Anyway. Doesn't matter. Staging sells, of course, and devotees of the lived-in bro look likely couldn't pass this one up! Plus, demand being what it is, this place was on Streeteasy less than a week before some people rented it. Price: $3,595.
'Global tapas' on tap for 186 Avenue A
[February 2013]
Here's a look at another item on this month's CB3/SLA docket. (The meeting is Monday.) A "global tapas" bar going by the name Cork 'N Fork is vying for a beer-wine license at 186 Avenue A, which previously housed Kamui Den near East 12th Street.
According to paperwork (PDF) filed ahead of the meeting at the CB3 website, the proprietor is Demetrios Klidonas, who has been in the restaurant business in Manhattan and Queens for three decades ... most notably Isadora's Cafe on East 52nd Street, which he ran from 1990 until 2008 when he sold his interests in the business. (Isadora's is still in operation.)
Plans show 16 two-seat tables ... and a bar seating 10 people. Proposed hours are 11 a.m. - midnight Sunday through Thursday; until 2 a.m. on Friday and Saturday.
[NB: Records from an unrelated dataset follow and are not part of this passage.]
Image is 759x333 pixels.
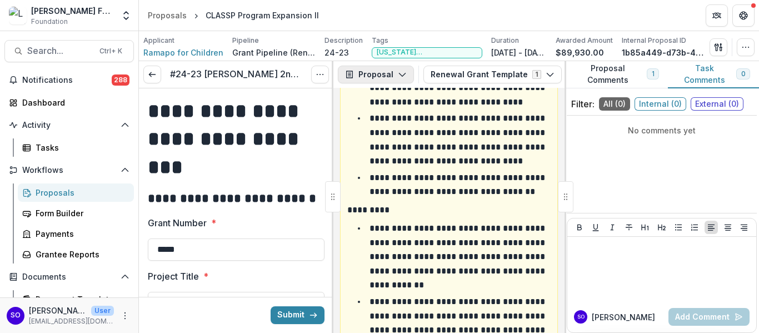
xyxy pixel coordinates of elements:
button: Open entity switcher [118,4,134,27]
p: No comments yet [571,124,752,136]
span: Foundation [31,17,68,27]
a: Form Builder [18,204,134,222]
span: Activity [22,121,116,130]
button: Align Right [737,221,750,234]
button: Partners [705,4,728,27]
div: Ctrl + K [97,45,124,57]
p: User [91,306,114,316]
div: CLASSP Program Expansion II [206,9,319,21]
p: Pipeline [232,36,259,46]
div: Payments [36,228,125,239]
p: $89,930.00 [555,47,604,58]
p: Filter: [571,97,594,111]
span: Workflows [22,166,116,175]
a: Proposals [143,7,191,23]
div: Document Templates [36,293,125,305]
p: Duration [491,36,519,46]
a: Document Templates [18,290,134,308]
p: Description [324,36,363,46]
button: Proposal [338,66,414,83]
a: Payments [18,224,134,243]
button: Task Comments [668,61,759,88]
span: Internal ( 0 ) [634,97,686,111]
h3: #24-23 [PERSON_NAME] 2nd & Final Payment Approval & Y1 Report Summary [170,69,302,79]
button: Underline [589,221,602,234]
button: Get Help [732,4,754,27]
button: Notifications288 [4,71,134,89]
div: Proposals [148,9,187,21]
div: Proposals [36,187,125,198]
p: [PERSON_NAME] [592,311,655,323]
span: Notifications [22,76,112,85]
button: Renewal Grant Template1 [423,66,562,83]
p: Grant Number [148,216,207,229]
p: [DATE] - [DATE] [491,47,547,58]
button: Ordered List [688,221,701,234]
div: Grantee Reports [36,248,125,260]
button: Italicize [605,221,619,234]
div: Tasks [36,142,125,153]
span: 1 [652,70,654,78]
div: Dashboard [22,97,125,108]
span: All ( 0 ) [599,97,630,111]
span: Documents [22,272,116,282]
button: Proposal Comments [564,61,668,88]
p: Tags [372,36,388,46]
p: 24-23 [324,47,349,58]
button: More [118,309,132,322]
p: Internal Proposal ID [622,36,686,46]
span: 0 [741,70,745,78]
p: [PERSON_NAME] [29,304,87,316]
a: Ramapo for Children [143,47,223,58]
button: Open Documents [4,268,134,286]
button: Open Activity [4,116,134,134]
button: Align Left [704,221,718,234]
a: Grantee Reports [18,245,134,263]
div: [PERSON_NAME] Fund for the Blind [31,5,114,17]
span: 288 [112,74,129,86]
p: Awarded Amount [555,36,613,46]
p: Applicant [143,36,174,46]
p: [EMAIL_ADDRESS][DOMAIN_NAME] [29,316,114,326]
p: 1b85a449-d73b-4494-8933-927bbcaee8c2 [622,47,705,58]
button: Heading 1 [638,221,652,234]
button: Bullet List [672,221,685,234]
p: Grant Pipeline (Renewals) [232,47,316,58]
button: Heading 2 [655,221,668,234]
p: Project Title [148,269,199,283]
button: Strike [622,221,635,234]
a: Proposals [18,183,134,202]
button: Search... [4,40,134,62]
a: Dashboard [4,93,134,112]
nav: breadcrumb [143,7,323,23]
span: External ( 0 ) [690,97,743,111]
a: Tasks [18,138,134,157]
span: [US_STATE][GEOGRAPHIC_DATA] [377,48,477,56]
button: Add Comment [668,308,749,325]
button: Bold [573,221,586,234]
img: Lavelle Fund for the Blind [9,7,27,24]
div: Form Builder [36,207,125,219]
div: Susan Olivo [11,312,21,319]
button: Align Center [721,221,734,234]
div: Susan Olivo [577,314,584,319]
button: Options [311,66,329,83]
span: Search... [27,46,93,56]
button: Submit [271,306,324,324]
button: Open Workflows [4,161,134,179]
In May, an applicant withdrew plans for a ramen joint at 186 Avenue A.
The meeting is Monday night at the University Settlement Neighborhood Center, 189 Allen St. between Houston & Stanton.
An Evening with John Strausbaugh
Via the EV Grieve inbox...An Evening with John Strausbaugh
The Museum of Reclaimed Urban Space (MoRUS) will host author and cultural commentator John Strausbaugh as he reads from his latest book, "The Village: 400 Years of Beats and Bohemians, Radicals and Rogues" (Ecco 2013) on Thursday, June 13. The reading will begin at 7 p.m. with a Q&A session with Strausbaugh to follow. MoRUS is located at 155 Avenue C between 9th and 10th Streets. $5 - $10 suggested donation.
The Village is a collection of profiles and stories from events and personalities going as far back as 1640 that shaped and colored the cultural landscape of New York City below 14th Street.
Ada Calhoun writes in the May 31 issue of The New York Times Book Review: How rare and refreshing it is to find a chronicler who can remain dry-eyed and funny while describing the Village’s transformation from laboratory for change to “Sex and the City” tour stop.
Meanwhile, the folks at MoRUS conducted a Q-and-A with Strausbaugh, whose credits include serving as an editor of New York Press.
An excerpt:
MoRUS: Do you believe that the increasing gap between the rich and poor is effecting radical, progressive thinking in New York City? If so, in what ways?
JS: I suspect this is a very low point for radical, progressive thinking in NYC. Again, I’m speaking from what I know of the history. New York City was, for so many decades and in too many ways to enumerate here, a hotbed of forward thinking, not only in traditional political terms but in social and cultural movements as well. All the reprogramming and refashioning of the city over the last quarter-century or so to create the affluent, suburbanized, generic, tourist-friendly New New York has had, I think, a severe dampening effect on the city as a place that nurtures radical or progressive thinking on any front — political, social, or cultural. New York used to be a fantastically creative place on all those fronts. Now it’s being repurposed as a place of recreation, not creation.
Read the rest of the interview here.